All positions should be byte-oriented. We believe other popular alternatives proposals are worse:

  1. Unicode characters (Unicode scalar values): This is a reasonable and technically well-defined choice. The problem is that it may take linear time to count the number of characters from raw bytes without a clever data structure (unless we are using UTF-32), and they often do not match what end users perceive as "characters". In other words, it takes more time to compute and may invite misconceptions about Unicode characters.
  2. Code units used in UTF-16: This is somewhat similar to Unicode characters, but with quirks from UTF-16: a Unicode scalar value above U+FFFF (such as ๐Ÿ˜Ž) will require two code units to form a surrogate pair. Therefore, it is arguably worse than just using Unicode characters. This scheme was unfortunately chosen by the Language Service Protocol (LSP) as the default unit, and until LSP version 3.17 was the only choice. The developers of the protocol made this decision probably because Visual Studio Code was written in JavaScript (and TypeScript), whose strings use UTF-16 encoding.
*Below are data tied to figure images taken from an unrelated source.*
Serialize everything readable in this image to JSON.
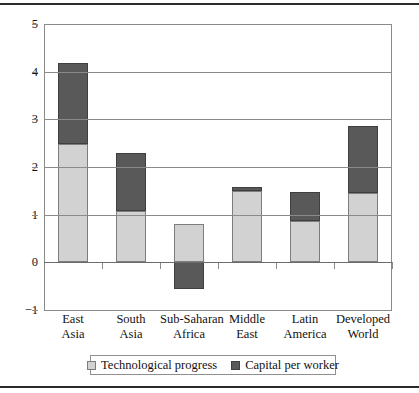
{
  "chart_data": {
    "type": "bar",
    "title": "",
    "subtitle": "",
    "xlabel": "",
    "ylabel": "",
    "stacked": true,
    "grid": true,
    "legend_position": "bottom",
    "ylim": [
      -1,
      5
    ],
    "yticks": [
      5,
      4,
      3,
      2,
      1,
      0,
      -1
    ],
    "ytick_labels": [
      "5",
      "4",
      "3",
      "2",
      "1",
      "0",
      "−1"
    ],
    "categories": [
      "East Asia",
      "South Asia",
      "Sub-Saharan Africa",
      "Middle East",
      "Latin America",
      "Developed World"
    ],
    "category_lines": [
      [
        "East",
        "Asia"
      ],
      [
        "South",
        "Asia"
      ],
      [
        "Sub-Saharan",
        "Africa"
      ],
      [
        "Middle",
        "East"
      ],
      [
        "Latin",
        "America"
      ],
      [
        "Developed",
        "World"
      ]
    ],
    "series": [
      {
        "name": "Technological progress",
        "color": "#d2d2d2",
        "values": [
          2.48,
          1.08,
          0.8,
          1.49,
          0.87,
          1.45
        ]
      },
      {
        "name": "Capital per worker",
        "color": "#595959",
        "values": [
          1.7,
          1.22,
          -0.55,
          0.09,
          0.6,
          1.4
        ]
      }
    ],
    "totals": [
      4.18,
      2.3,
      0.25,
      1.58,
      1.47,
      2.85
    ]
  },
  "legend": {
    "items": [
      {
        "label": "Technological progress",
        "swatch": "light-gray-swatch"
      },
      {
        "label": "Capital per worker",
        "swatch": "dark-gray-swatch"
      }
    ]
  },
  "colors": {
    "tech_fill": "#d2d2d2",
    "capital_fill": "#595959",
    "axis": "#8a8a8a",
    "rule": "#2b2b2b"
  }
}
  3. (Extended) grapheme clusters or user-perceived characters. The notion of grapheme clusters can help segment a Unicode text for end users to edit or select part of it in an "intuitive" way. It is not trivial to implement the segmentation algorithm (see the OCaml library uuseg) and the default rules can (and maybe should) be overriden for each application. The complexity and external dependency of grapheme clusters make it an unreliable unit for specifying positions. It also takes at least linear time to count the number of grapheme clusters from raw bytes.
  4. Column numbers, the visual width of a string in display. As analyzed in the above section, this is the most ill-defined unit of all, and a heuristic that can give passable results in most cases still takes linear time.

Know Bug: Our LSP prototype does not handle positionEncoding yet, and because the default unit in LSP is based on UTF-16 (see above), an LSP client may be confused about the byte-oriented ranges returned by this library. A proper LSP implementation should negotiate with the client to determine how to represent column positions (and our current prototype does not). On the other hand, it can be tricky to negotiate with the client to use raw bytes because there is not an official predefined encoding scheme for raw bytes yet.